As far as the coding is concerned, we have pretty much the same as before (the “a href” tag, the url “adidas.de/guenstige-schuhe” and the anchor text, for example “click here”).
You can implement all of these types of anchor text on your website, but it’s important to know the context behind everything before you start using them.
Anchor Text and the Google Penguin Update
Chances are you’ve heard of the Google Penguin update.
The aim of this update was, among other things, the misuse of the anchor text as a ranking factor: Link profiles that look like the anchor text had too much power.
Google’s Penguin specifically targeted websites that had too much exact matching anchor text.
Before updating, they just gave Google what they were looking for – lots of links, and ended up overdoing it. Google realized that if you look at all of these link profiles and look at how people would normally link, they don’t link the way an SEO professional does.
Google tried to identify a lot of these link manipulations that they found on the web and penalized many websites for it.
Remember: Before Penguin, people went over the top, but now there are safeguards in place to prevent this from happening in the future. So it’s okay to get a little bit of everything.
You shouldn’t just have general anchors (if you have 100 links and they all use “click here” as anchor text, that’s not good). You also don’t want all of the anchors to match exactly (if you have 100 links and they all use “cheap shoes” as anchor text, that’s not good either).
Think about the balance: natural link profiles are messy – the internet itself is a really messy place.

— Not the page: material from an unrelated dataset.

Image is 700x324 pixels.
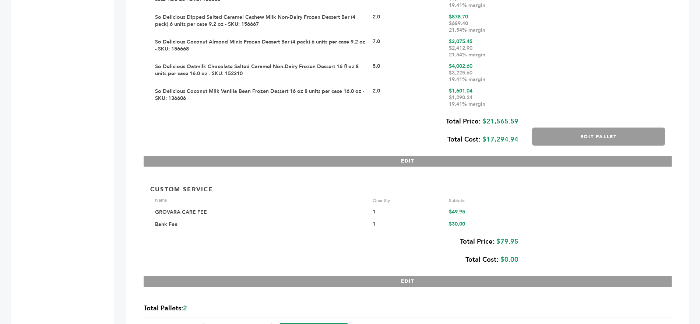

People keep screwing up broken links, broken anchors, and misspellings.
It’s okay if you have a mix of different anchor texts, so don’t worry too much about getting an exact match every time, as this is not only unnatural, it can look very artificial and you could end up vulnerable to an over-optimization penalty from Google.
One of the best examples on the internet is Wikipedia.
They do a phenomenal job of internal linking and always have really good, descriptive anchor text.
This is the rule of thumb to stick to because this is all about being useful to users and search engines:
- Do your keyword research,
- Make sure your primary keyword comes first in your head, but only be descriptive of the pages you want to link to.
This is good for users and good for search engines too.
Our preferred type of anchor text
My personal favorite among natural anchor texts is the partially matched branded text.
Basically what I’m doing is a variation on the main keyword and brand in the anchor text.
For example, if I have a page that I want to place for “SEO Webinar”, I often use an anchor text with a sentence like “Great SEO Webinar from Rank King” or “Great Webinar – Rank King”.
This type of anchor text offers a great, nice, healthy balance because it has a little bit of everything in it.
That’s it, that’s the high-level overview of how link anchor text works and how it can help you rank higher in search engines.
Remember, the point is to balance the different types of anchor text and to do it naturally!